Australia's Southwest Getting Hotter and Drier - Study
AUSTRALIA: April 3, 2007


SYDNEY - Western Australia's southwest, an important agricultural region that also contains one of Australia's largest cities, would continue to get hotter and drier because of climate change, a government-backed study said.

 


Rainfall was declining, while projections of further declines in rainfall were greater than first expected, Chris Mitchell of the government-backed Commonwealth Scientific and Industrial Research Organisation (CSIRO) told Reuters on Monday.

The region contains Perth, Australia's western capital and fourth biggest city with 1.5 million people, and also grows two of the country's most important crops, wheat and grapes.

The study forecast that rainfall in the area may fall by up to 20 percent by 2030 compared with levels between 1960 and 1990.

The number of winter rain days was forecast to decrease by up to 17 percent, with the water run-off into catchments falling by between 5 and 40 percent, it said.

The changes might further increase by about 2085, with rainfall declining by between 5 and 34 percent and the number of winter rain days decreasing by up to 30 percent, it said.

Observed temperature increases and winter rainfall decline in the region were unlikely to be due to natural climate variability alone, the study said.

"Our results show that that by 2030 there would be a rise in temperatures in all seasons and a decrease in winter rainfall," CSIRO scientist Bryson Bates said.

"It's unlikely the observed warming is a result of natural climate variability alone," added Pandora Hope of the Bureau of Meteorology research centre.

Research would be stepped up into the causes and magnituide of climate change in Western Australia, Bates said.

The study was conducted by the Indian Ocean Climate Initiative, a partnership of the state government of Western Australia, the commonwealth government-backed CSIRO, and the national weather bureau.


### ACTION ITEM:
What lines in the entries hold the string "name"? List them.
..............................
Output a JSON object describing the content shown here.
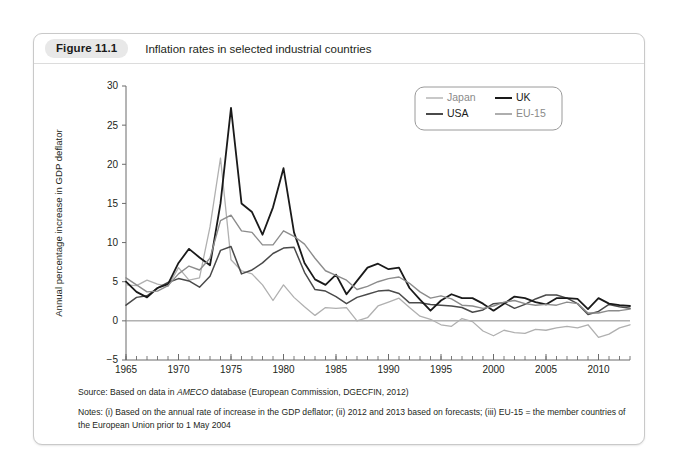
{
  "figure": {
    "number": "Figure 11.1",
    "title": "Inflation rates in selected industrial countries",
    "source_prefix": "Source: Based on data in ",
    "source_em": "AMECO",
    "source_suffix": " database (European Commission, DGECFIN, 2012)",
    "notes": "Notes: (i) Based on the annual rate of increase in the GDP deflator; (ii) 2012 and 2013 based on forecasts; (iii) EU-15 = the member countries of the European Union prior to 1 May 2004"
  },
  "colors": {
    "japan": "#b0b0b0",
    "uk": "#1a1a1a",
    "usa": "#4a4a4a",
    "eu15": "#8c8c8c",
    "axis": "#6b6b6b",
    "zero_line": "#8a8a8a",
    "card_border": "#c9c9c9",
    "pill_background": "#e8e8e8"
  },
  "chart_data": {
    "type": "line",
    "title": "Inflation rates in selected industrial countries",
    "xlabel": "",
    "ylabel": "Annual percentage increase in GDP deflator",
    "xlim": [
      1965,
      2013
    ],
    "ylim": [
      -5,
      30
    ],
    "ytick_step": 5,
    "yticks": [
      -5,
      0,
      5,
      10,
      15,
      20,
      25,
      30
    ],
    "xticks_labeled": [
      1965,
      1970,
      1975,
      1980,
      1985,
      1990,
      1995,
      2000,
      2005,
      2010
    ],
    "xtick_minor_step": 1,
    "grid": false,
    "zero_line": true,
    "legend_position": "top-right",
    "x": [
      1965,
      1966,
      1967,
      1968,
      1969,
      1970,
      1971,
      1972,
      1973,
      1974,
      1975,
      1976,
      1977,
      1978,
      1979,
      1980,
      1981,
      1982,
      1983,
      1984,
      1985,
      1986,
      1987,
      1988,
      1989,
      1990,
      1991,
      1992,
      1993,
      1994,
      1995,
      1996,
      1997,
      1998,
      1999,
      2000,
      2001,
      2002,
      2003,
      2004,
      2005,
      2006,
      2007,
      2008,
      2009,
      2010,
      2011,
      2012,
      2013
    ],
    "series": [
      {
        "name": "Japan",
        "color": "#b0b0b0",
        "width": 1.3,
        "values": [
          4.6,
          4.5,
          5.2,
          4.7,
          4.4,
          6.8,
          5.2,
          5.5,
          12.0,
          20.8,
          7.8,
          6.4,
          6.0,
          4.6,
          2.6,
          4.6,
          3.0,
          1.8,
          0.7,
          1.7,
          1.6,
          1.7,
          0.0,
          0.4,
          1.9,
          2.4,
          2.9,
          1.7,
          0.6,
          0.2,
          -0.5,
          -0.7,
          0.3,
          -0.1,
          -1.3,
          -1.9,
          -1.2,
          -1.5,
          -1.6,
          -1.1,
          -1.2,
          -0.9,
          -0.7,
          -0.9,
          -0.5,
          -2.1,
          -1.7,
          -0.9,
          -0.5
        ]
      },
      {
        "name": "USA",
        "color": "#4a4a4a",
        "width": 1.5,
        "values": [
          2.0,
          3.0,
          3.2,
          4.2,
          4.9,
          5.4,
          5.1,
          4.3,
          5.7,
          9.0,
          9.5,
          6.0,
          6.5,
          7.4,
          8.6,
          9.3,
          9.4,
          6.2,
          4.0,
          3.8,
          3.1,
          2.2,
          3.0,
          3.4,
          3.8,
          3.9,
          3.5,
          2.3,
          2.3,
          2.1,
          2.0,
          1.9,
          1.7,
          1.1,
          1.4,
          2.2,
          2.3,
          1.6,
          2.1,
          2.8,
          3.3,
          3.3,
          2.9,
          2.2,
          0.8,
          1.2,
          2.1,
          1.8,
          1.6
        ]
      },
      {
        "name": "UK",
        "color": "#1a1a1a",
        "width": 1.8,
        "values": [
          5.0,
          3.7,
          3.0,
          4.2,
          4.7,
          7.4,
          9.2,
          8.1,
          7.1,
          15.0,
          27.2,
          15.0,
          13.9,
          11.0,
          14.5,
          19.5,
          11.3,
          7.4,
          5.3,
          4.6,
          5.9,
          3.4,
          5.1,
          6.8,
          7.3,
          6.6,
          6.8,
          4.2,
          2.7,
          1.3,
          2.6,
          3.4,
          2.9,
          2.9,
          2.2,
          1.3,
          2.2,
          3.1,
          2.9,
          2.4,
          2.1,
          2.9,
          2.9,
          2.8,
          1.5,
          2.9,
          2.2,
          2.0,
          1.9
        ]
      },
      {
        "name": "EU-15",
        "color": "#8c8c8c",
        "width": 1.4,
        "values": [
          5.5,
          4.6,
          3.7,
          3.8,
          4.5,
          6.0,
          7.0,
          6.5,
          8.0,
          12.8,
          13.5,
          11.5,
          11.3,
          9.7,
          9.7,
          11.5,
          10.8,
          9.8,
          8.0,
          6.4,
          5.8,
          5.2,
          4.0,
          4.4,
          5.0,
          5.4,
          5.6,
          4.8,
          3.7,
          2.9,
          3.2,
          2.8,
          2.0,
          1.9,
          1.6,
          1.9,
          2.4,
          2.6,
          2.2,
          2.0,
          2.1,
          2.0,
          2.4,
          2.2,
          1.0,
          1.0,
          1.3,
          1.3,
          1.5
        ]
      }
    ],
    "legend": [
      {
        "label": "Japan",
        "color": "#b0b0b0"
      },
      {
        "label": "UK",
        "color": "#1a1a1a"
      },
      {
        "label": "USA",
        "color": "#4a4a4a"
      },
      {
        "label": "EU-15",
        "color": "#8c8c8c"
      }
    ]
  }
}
..............................
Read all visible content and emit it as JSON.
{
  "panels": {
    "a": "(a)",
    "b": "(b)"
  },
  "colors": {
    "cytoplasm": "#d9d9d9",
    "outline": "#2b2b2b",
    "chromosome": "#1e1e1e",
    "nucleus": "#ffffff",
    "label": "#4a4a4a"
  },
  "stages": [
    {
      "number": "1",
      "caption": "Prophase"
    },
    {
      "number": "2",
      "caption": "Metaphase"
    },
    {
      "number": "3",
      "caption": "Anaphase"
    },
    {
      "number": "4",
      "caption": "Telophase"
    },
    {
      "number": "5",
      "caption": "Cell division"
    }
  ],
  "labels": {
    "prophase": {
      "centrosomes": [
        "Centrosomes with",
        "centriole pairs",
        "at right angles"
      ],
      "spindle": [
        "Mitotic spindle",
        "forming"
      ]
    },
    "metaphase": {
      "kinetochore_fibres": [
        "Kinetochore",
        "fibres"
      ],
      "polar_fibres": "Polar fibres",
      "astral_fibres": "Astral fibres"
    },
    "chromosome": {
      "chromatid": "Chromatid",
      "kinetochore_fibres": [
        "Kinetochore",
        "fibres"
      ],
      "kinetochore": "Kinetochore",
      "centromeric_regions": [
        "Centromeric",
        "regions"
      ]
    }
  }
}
..............................
### RESULT OF THE EXERCISE:
        "name": "Japan",
        "name": "USA",
        "name": "UK",
        "name": "EU-15",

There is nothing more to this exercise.